Maimed his brute image, head and hands lopt off,

In his own temple, on the grunsel-edge,

Where he fell flat and shamed his worshippers:

Dagon his name, sea-monster, upward man

And downward fish; yet had his temple high

Reared in Azotus , dreaded through the coast

Of Palestine , in Gath and Ascalon ,

And Accaron and Gaza's frontier bounds.



IN FICTION

For cultural references in the stories of H.P. Lovecraft and its subsequent derivatives in popular culture, see Dagon (short Story) .
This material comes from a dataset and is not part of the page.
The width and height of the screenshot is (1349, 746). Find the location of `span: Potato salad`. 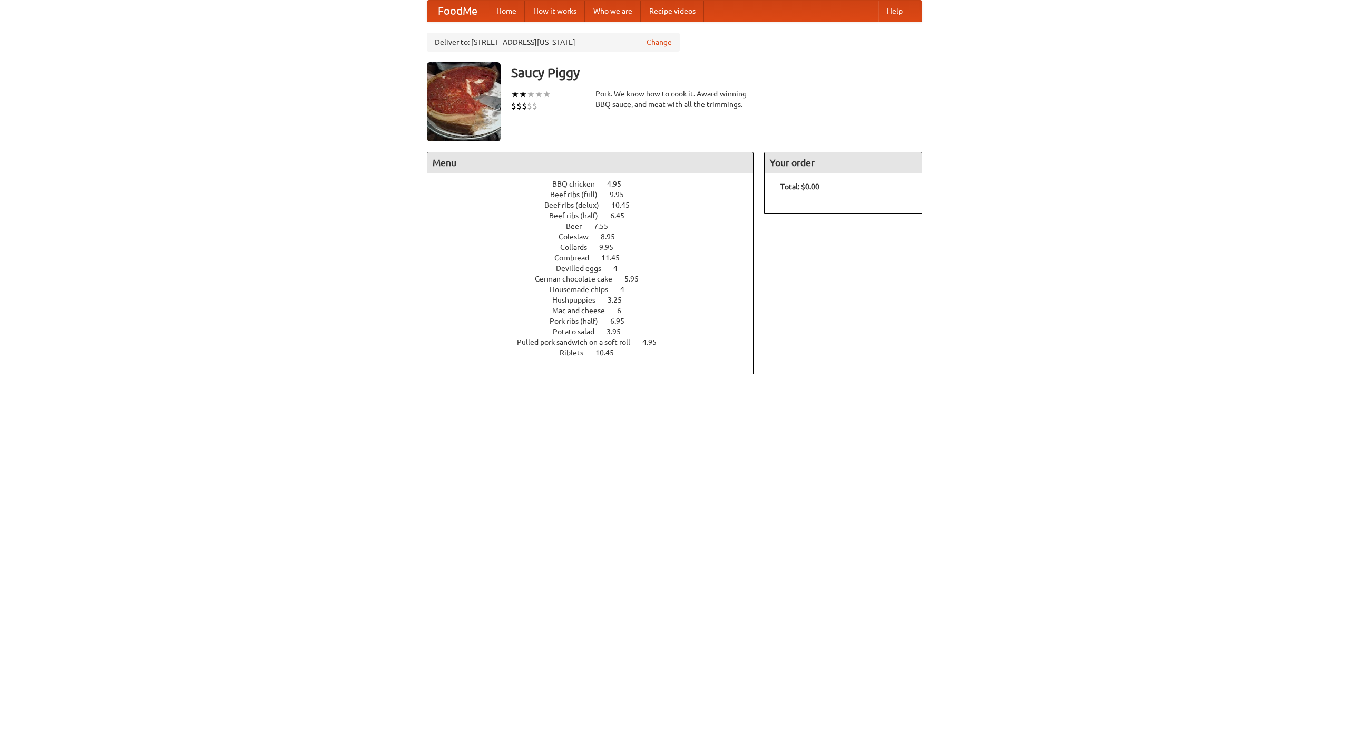

span: Potato salad is located at coordinates (579, 331).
  • In Terry Pratchett 's Discworld series, a recurring joke involves an allusion to the vague but unpleasant fate of a "Mr. Hong", who "opened The Three Jolly Luck Takeaway Fish Bar on the site of an old temple to a fish god on Dagon Street at the time of the full moon."


  • In '' Conan The Destroyer '', Dagon or Dagoth is the dream god that comes to life when a jewel encrusted horn is placed on the forehead of his statue.
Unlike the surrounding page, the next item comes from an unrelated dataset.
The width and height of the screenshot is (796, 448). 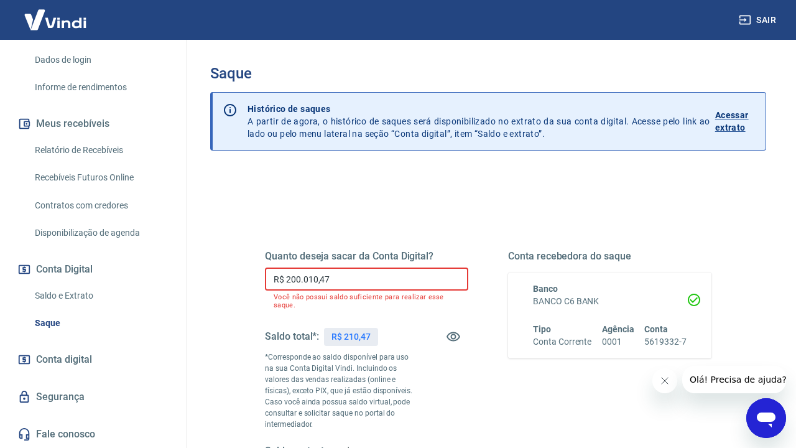 What do you see at coordinates (366, 301) in the screenshot?
I see `p: Você não possui saldo suficiente para realizar esse saque.` at bounding box center [366, 301].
  • In '' Buffy The Vampire Slayer '', the Order of Dagon were the protectors of the Key. The Dagon Sphere was an orb that weakened the god Glory .


  • In the '' Pinky & The Brain '' episode "A Little off the Top", Dagon is shown as a shrew-shaped idol made of paper mache.
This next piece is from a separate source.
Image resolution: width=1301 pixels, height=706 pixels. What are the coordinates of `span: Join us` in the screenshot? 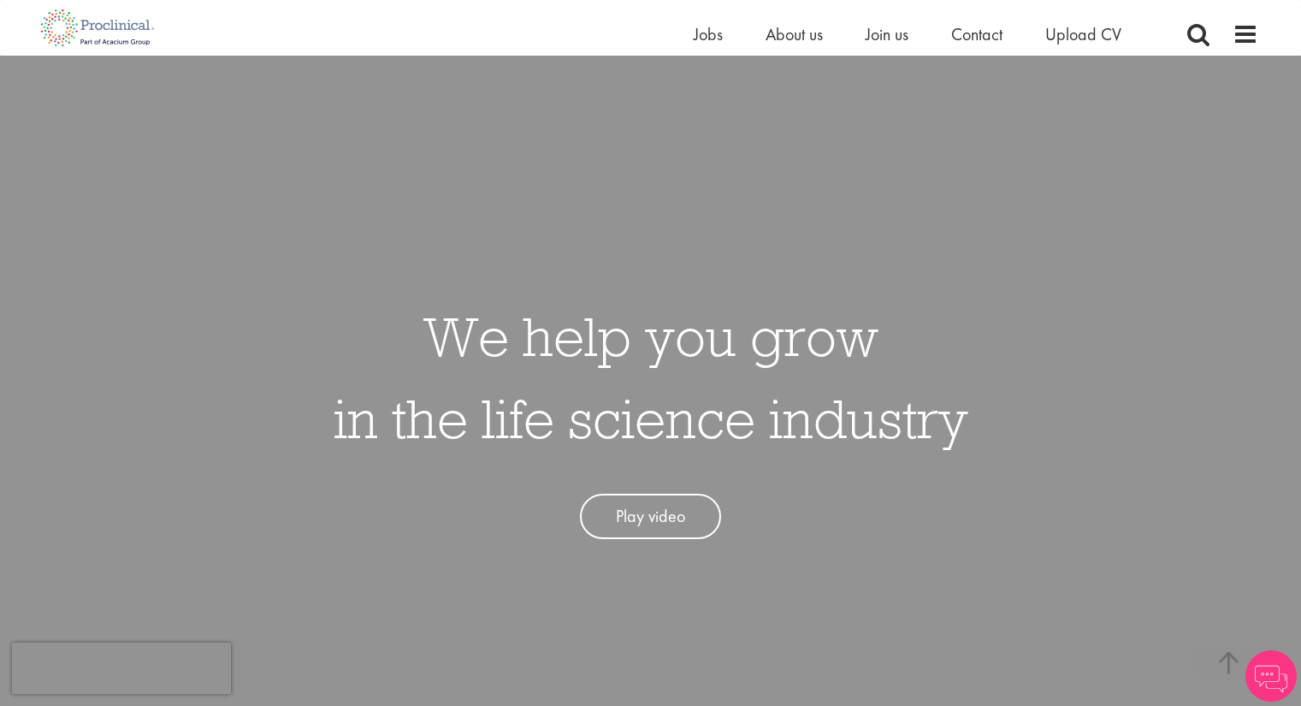 It's located at (887, 34).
  • The Digimon Dragomon was originally named Dagomon, a reference to Dagon.


  • In Number 868 of the webcomic Questionable Content , Faye abandons a game of Battleship with Pintsize. Pintsize responds by shouting that the admiral has surrendered, and that all survivors of the "Faye Flotilla are sacrificed to Dagon!"


  • In the game '' Lost Magic '', the Dagon is the greater form of the Hydra, a Nautilus -like monster, only fire-type.


  • In the album The Chthonic Chronicles by the "British Cosmic War Metal" band'' Bal-Sagoth '', there is reference to one such Dagon in the sixth track, Shackled To The Trilithon Of Kutulu.


  • In The Showdown 's album A Chorus Of Obliteration , the sixth track is named Dagon Undone - The Reckoning, and speaks of Israel's fight against Dagon, and the Philistines who worshiped him.




REFERENCES


  • ''ANET'' = ''Ancient Near Eastern Texts'', 3rd ed. with Supplement (1969). Princeton: Princeton University Press. ISBN 0-691-03503-2.

  • Dagon in [http://www.cwru.edu/univlib/preserve/Etana/encyl_biblica_a-d/dabareh-david.pdf Etana: ''Encyclopædia Bibilica'' Volume I A–D: Dabarah - David] (PDF).

  • Feliu, Lluis (2003). ''The God Dagan in Bronze Age Syria'', trans. Wilfred G. E. Watson. Leiden: Brill Academic Publishers. ISBN 90-04-13158-2

  • Fleming, D. (1993). "Baal and Dagan in Ancient Syria", ''Zeitschrift für Assyriologie und Vorderasiatische Archäologie'' 83, pp. 88–98.

  • Matthiae, Paolo (1977). ''Ebla: An Empire Rediscovered.'' London: Hodder & Stoughton. ISBN 0-340-22974-8.

  • Pettinato, Giovanni (1981). ''The Archives of Ebla.'' New York: Doubleday. ISBN 0-385-13152-6



Some parts of the above derive from the 1911 ''Encyclopædia Britannica''.